British Muslim leaders will call for a full public inquiry into the country's recent race riots when they meet Home Office Minister Angela Eagle later on Monday.

Young Muslims of Pakistani and Bangladeshi origin have been at the forefront of recent race clashes that broke out in the northern towns of Bradford, Burnley, Leeds and Oldham. Fresh unrest broke out over the weekend at another town, Stoke-on-Trent, with an estimated 200 British Pakistanis involved in clashes with police.

Now a delegation from the Muslim Council of Britain is pressing for a full inquiry into the causes of the riots. Members of the delegation also want the British government to introduce new laws against religious discrimination.

The delegation's proposed meeting at the Home Office follows last week's report by Lord Herman Ouseley, a former chairman of the Commission for Racial Equality, who alluded to the problems of Bradford arising from de facto segregation, intolerance and fear.
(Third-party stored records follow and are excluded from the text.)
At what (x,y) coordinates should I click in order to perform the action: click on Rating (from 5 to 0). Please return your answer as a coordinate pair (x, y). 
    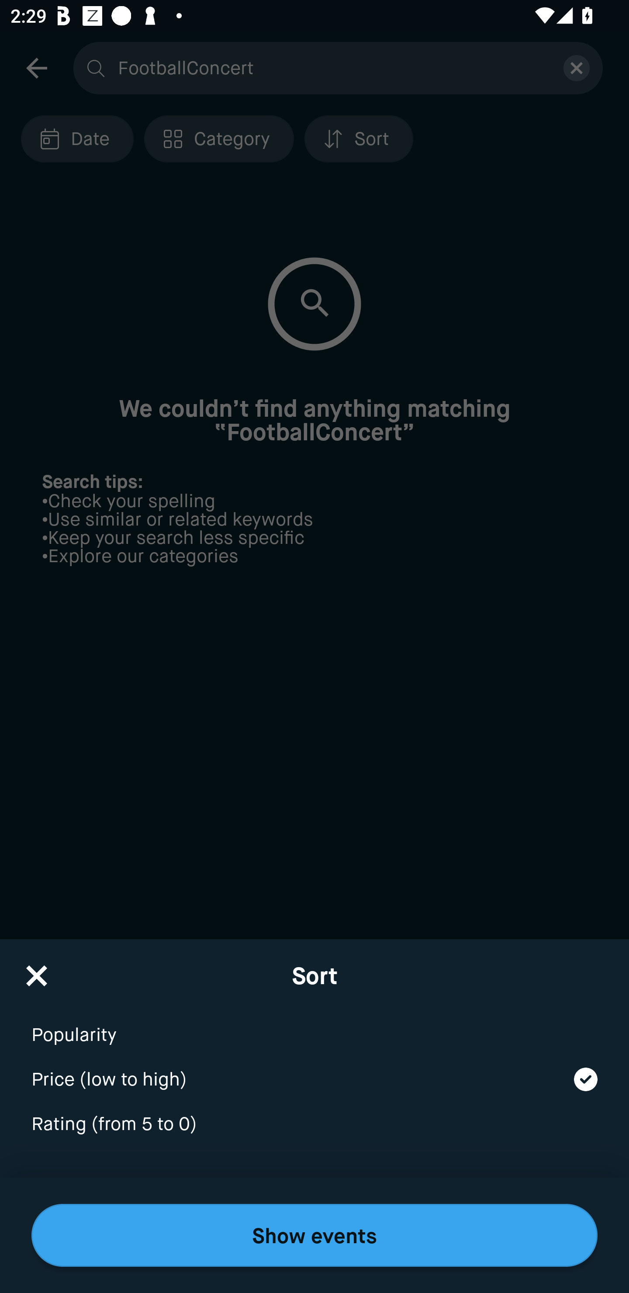
    Looking at the image, I should click on (314, 1124). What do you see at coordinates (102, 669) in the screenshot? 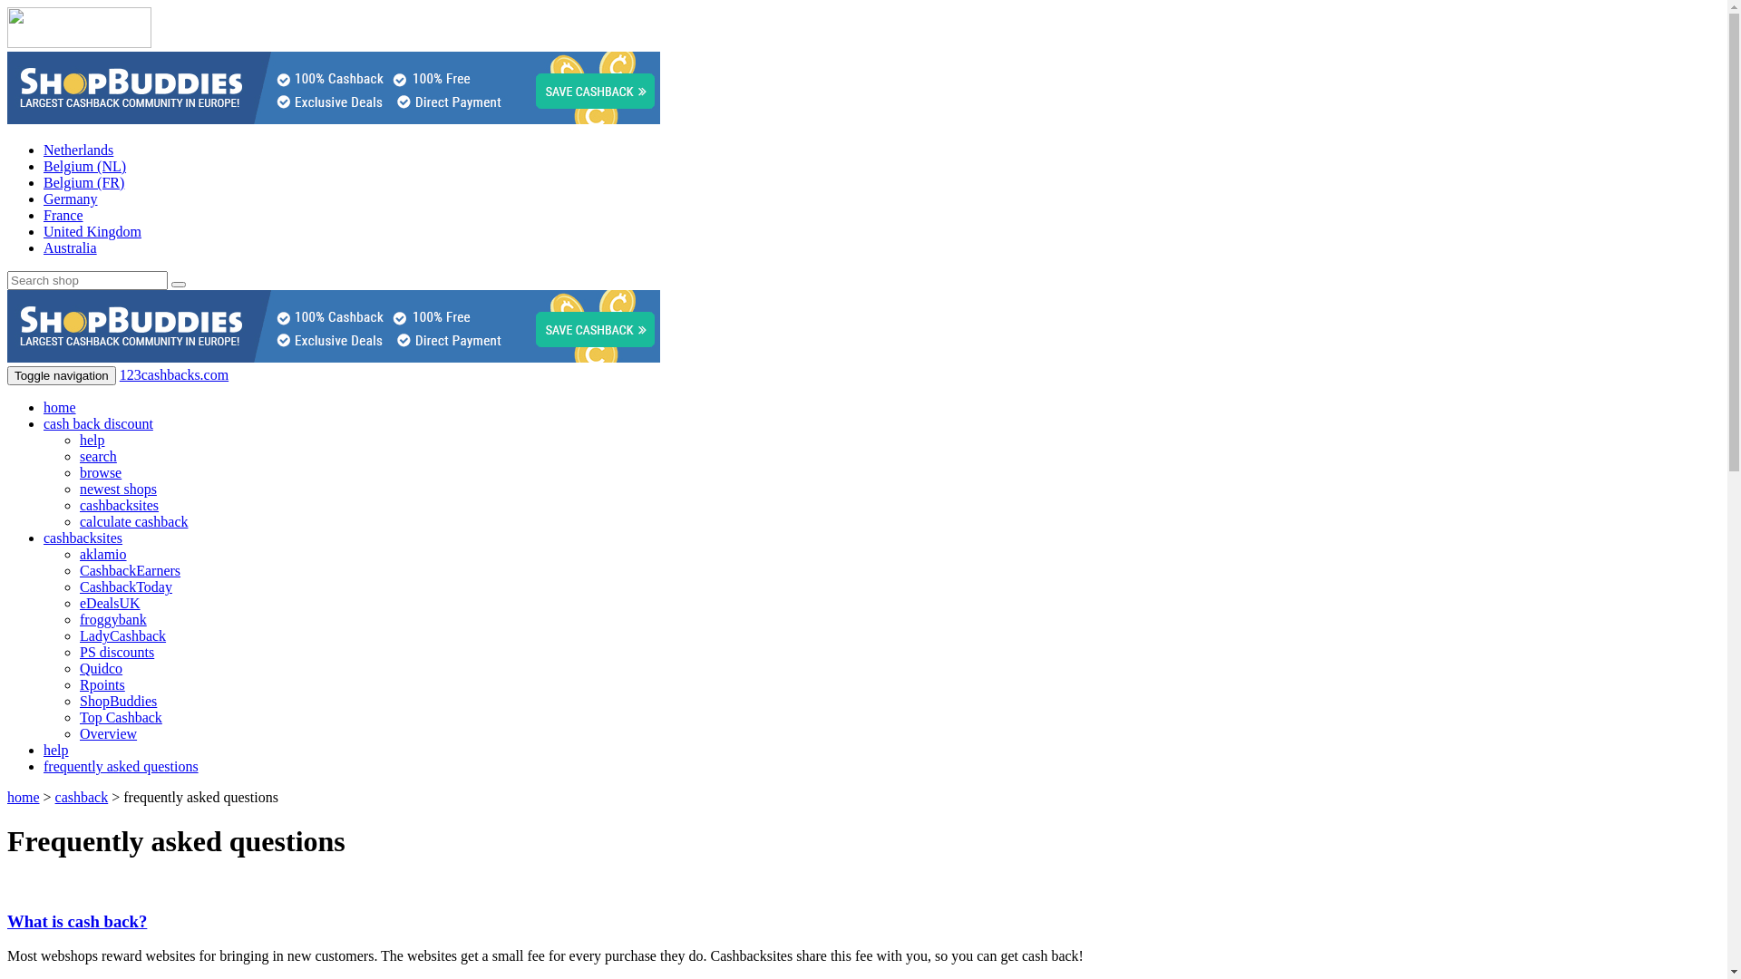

"Now is the time to separate unacceptable, mindless violence from the festering causes of discontent that made such appalling events possible" said Yousuf Bhailok , the Muslim Council's secretary general.

"A public inquiry will provide a framework whereby the frustrations of all sections of these communities can be expressed and investigated honestly and openly," he said.

"There is a need to examine the failures and shortcomings of policies that have not advanced a genuine multicultural society.

"There is now a stronger case to outlaw religious discrimination and incitement to religious hatred. What we have seen in recent weeks is the kind of Britain none of us want to live in." he said.